In places such as Kabul, Gaza, and Baghdad, unmanned aerial vehicles (UAVs) hovering over homes, following suspects, and tracking enemies of the state are a daily reality.

So where are the high-tech drones buzzing to next? Miami-Dade County, natch!

The Miami-Dade Police Department is poised to become the first large metro force using drones in its aerial missions. The department finalized a deal to buy a drone called T-Hawk from defense firm Honeywell and officially applied for permission from the Federal Aviation Administration (FAA) last month to begin flying it around the county.

What's not clear is how cops will sort out the raft of thorny privacy questions hovering around plans for using this powerful, new eye in the sky.

"At this point, it doesn't really matter if you're against this technology, because it's coming," says P. W. Singer, author of Wired for War and an expert on drones. "The precedent that is set in Miami could be huge."

Drones, or UAVs, have exploded in popularity over the past five years. As Singer writes in his book, the military barely used the technology during the invasion of Iraq in 2003. Now the Army and Air Force have more than 7,000 drones overseas, and 44 other countries use the devices.

But Miami-Dade is blazing new territory for civilian law enforcement agencies. Cops in Houston have tested UAVs, and a sheriff's office in Colorado has a drone to look for stranded hikers. But no one has deployed a drone in a large metro area.

"Miami-Dade is really at the front of this trend," says Lindsay Voss, a researcher with the Association for Unmanned Vehicle Systems International (AUVSI), a trade group.

MDPD is keeping the details of its deal with Honeywell quiet. The department didn't respond to Riptide's Freedom of Information Act request about the contract, but sources confirm the drone purchased is Honeywell's T-Hawk.

The 20-pound drone, which resembles a hovering Roomba vacuum with cameras mounted on the sides, can fly for 40 minutes at a time, reach 10,500 feet, and cruise at up to 46 mph, according to one analysis.

The FAA has never approved a drone for regular flight in an urban area, and it's not clear how long it will take the department to get full clearance.

When that happens, MDPD will likely deploy the aircraft with its Special Response Teams. Packing powerful cameras, the drone could track suspects, sweep past houses, and peep through windows. Boosters say the gadget will keep the 305 safer.

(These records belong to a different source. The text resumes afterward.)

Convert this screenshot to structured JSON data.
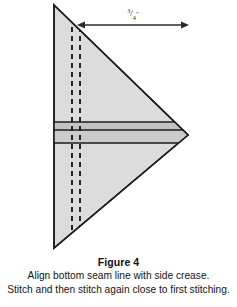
{
  "figure": {
    "label": "Figure 4",
    "caption_lines": [
      "Align bottom seam line with side crease.",
      "Stitch and then stitch again close to first stitching."
    ]
  },
  "diagram": {
    "dimension": {
      "label": "3/4\"",
      "numerator": "3",
      "slash": "/",
      "denominator": "4",
      "unit": "\"",
      "measures": "distance from fold crease to right point"
    },
    "shape": {
      "name": "right-pointing-triangle",
      "fill": "#dcdcdc",
      "stroke": "#1c1c1c",
      "apex_x": 188,
      "apex_y": 135,
      "top_x": 54,
      "top_y": 5,
      "bottom_x": 54,
      "bottom_y": 248
    },
    "seam_band": {
      "fill": "#c2c2c2",
      "stroke": "#1c1c1c",
      "line_y_values": [
        122,
        130,
        143
      ]
    },
    "crease_lines": {
      "style": "dashed",
      "color": "#1c1c1c",
      "x_values": [
        72,
        80
      ]
    },
    "arrow": {
      "color": "#2a2a2a",
      "y": 25,
      "x_start": 78,
      "x_end": 188
    }
  },
  "colors": {
    "paper": "#ffffff",
    "ink": "#1a1a1a",
    "fabric_light": "#dcdcdc",
    "fabric_band": "#c2c2c2",
    "line": "#1c1c1c"
  }
}
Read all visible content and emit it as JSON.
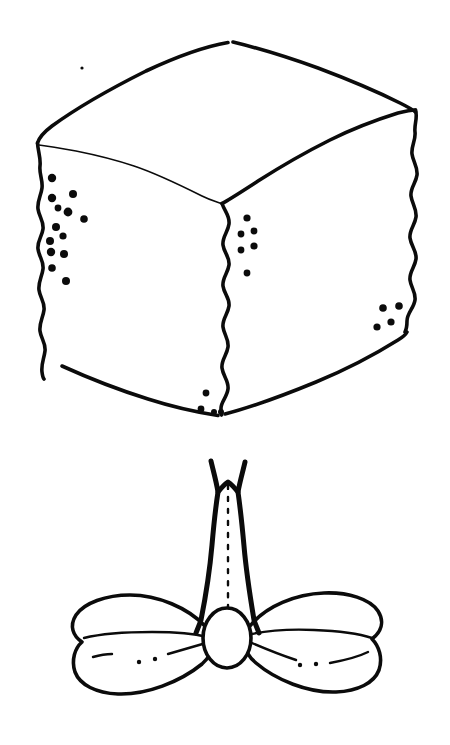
{
  "figure": {
    "background_color": "#ffffff",
    "ink_color": "#0b0b0b",
    "width": 450,
    "height": 745,
    "style": "hand-drawn pen-and-ink scientific illustration",
    "caption": ""
  },
  "objects": {
    "cube": {
      "name": "cube-shaped-object",
      "description": "Irregular hand-drawn cube seen from above-left, three faces visible",
      "faces": [
        "top",
        "front-left",
        "front-right"
      ],
      "top_apex": [
        232,
        42
      ],
      "top_left_corner": [
        37,
        143
      ],
      "top_right_corner": [
        415,
        108
      ],
      "front_center_vertex": [
        222,
        203
      ],
      "bottom_left_corner": [
        60,
        375
      ],
      "bottom_center": [
        222,
        415
      ],
      "bottom_right_corner": [
        405,
        330
      ],
      "dot_clusters": [
        {
          "name": "left-edge-dot-cluster",
          "count": 13,
          "dots": [
            {
              "cx": 52,
              "cy": 178,
              "r": 4.2
            },
            {
              "cx": 73,
              "cy": 194,
              "r": 4.0
            },
            {
              "cx": 52,
              "cy": 198,
              "r": 4.2
            },
            {
              "cx": 68,
              "cy": 212,
              "r": 4.4
            },
            {
              "cx": 56,
              "cy": 227,
              "r": 4.0
            },
            {
              "cx": 84,
              "cy": 219,
              "r": 3.8
            },
            {
              "cx": 50,
              "cy": 241,
              "r": 4.0
            },
            {
              "cx": 63,
              "cy": 236,
              "r": 3.6
            },
            {
              "cx": 51,
              "cy": 252,
              "r": 4.2
            },
            {
              "cx": 64,
              "cy": 254,
              "r": 4.0
            },
            {
              "cx": 52,
              "cy": 268,
              "r": 3.8
            },
            {
              "cx": 66,
              "cy": 281,
              "r": 4.0
            },
            {
              "cx": 58,
              "cy": 208,
              "r": 3.4
            }
          ]
        },
        {
          "name": "center-edge-dot-cluster",
          "count": 6,
          "dots": [
            {
              "cx": 247,
              "cy": 218,
              "r": 3.6
            },
            {
              "cx": 254,
              "cy": 231,
              "r": 3.4
            },
            {
              "cx": 241,
              "cy": 234,
              "r": 3.4
            },
            {
              "cx": 254,
              "cy": 246,
              "r": 3.6
            },
            {
              "cx": 241,
              "cy": 250,
              "r": 3.4
            },
            {
              "cx": 247,
              "cy": 273,
              "r": 3.4
            }
          ]
        },
        {
          "name": "right-edge-dot-cluster",
          "count": 4,
          "dots": [
            {
              "cx": 383,
              "cy": 308,
              "r": 3.8
            },
            {
              "cx": 399,
              "cy": 306,
              "r": 3.8
            },
            {
              "cx": 391,
              "cy": 322,
              "r": 3.6
            },
            {
              "cx": 377,
              "cy": 327,
              "r": 3.6
            }
          ]
        },
        {
          "name": "bottom-edge-dot-cluster",
          "count": 4,
          "dots": [
            {
              "cx": 206,
              "cy": 393,
              "r": 3.4
            },
            {
              "cx": 201,
              "cy": 409,
              "r": 3.4
            },
            {
              "cx": 214,
              "cy": 412,
              "r": 3.0
            },
            {
              "cx": 221,
              "cy": 412,
              "r": 3.0
            }
          ]
        },
        {
          "name": "isolated-speck",
          "count": 1,
          "dots": [
            {
              "cx": 82,
              "cy": 68,
              "r": 1.6
            }
          ]
        }
      ]
    },
    "bowtie": {
      "name": "bow-tie-structure",
      "description": "Bilobed bow-tie / butterfly shaped body with a tapering forked stalk rising from the central bead",
      "stalk": {
        "name": "forked-stalk",
        "top_y": 460,
        "bottom_y": 625,
        "fork_tips": [
          [
            212,
            462
          ],
          [
            243,
            463
          ]
        ],
        "center_dotted_line": true
      },
      "center_bead": {
        "name": "central-bead",
        "cx": 227,
        "cy": 638,
        "rx": 24,
        "ry": 30
      },
      "left_wing": {
        "name": "left-wing",
        "bounds": [
          72,
          595,
          215,
          690
        ],
        "fold_line": true,
        "dots": [
          {
            "cx": 139,
            "cy": 662,
            "r": 2.2
          },
          {
            "cx": 155,
            "cy": 659,
            "r": 2.2
          }
        ]
      },
      "right_wing": {
        "name": "right-wing",
        "bounds": [
          240,
          595,
          382,
          690
        ],
        "fold_line": true,
        "dots": [
          {
            "cx": 300,
            "cy": 665,
            "r": 2.2
          },
          {
            "cx": 316,
            "cy": 664,
            "r": 2.2
          }
        ]
      }
    }
  },
  "labels": {
    "cube_label": "",
    "bowtie_label": ""
  }
}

"We've seen over in Iraq and Afghanistan, where troops have needed eye in sky, it's been enormously beneficial," Voss says. "Those same qualities can help cities too."

But drones have also stirred up strident criticism from human rights groups, which say the overseas robots bomb indiscriminately and violate basic rights. Amnesty International recently condemned Israel's smothering use of drones for surveillance in Gaza.

That might seem far-fetched in Miami-Dade — but politicians, police, and lawyers will soon have a whole new realm of privacy issues to fight about.

"All the legal and political and ethical... complications and questions we have to figure out are enormous," Singer says. "What seemed like science fiction just a few years ago is becoming reality."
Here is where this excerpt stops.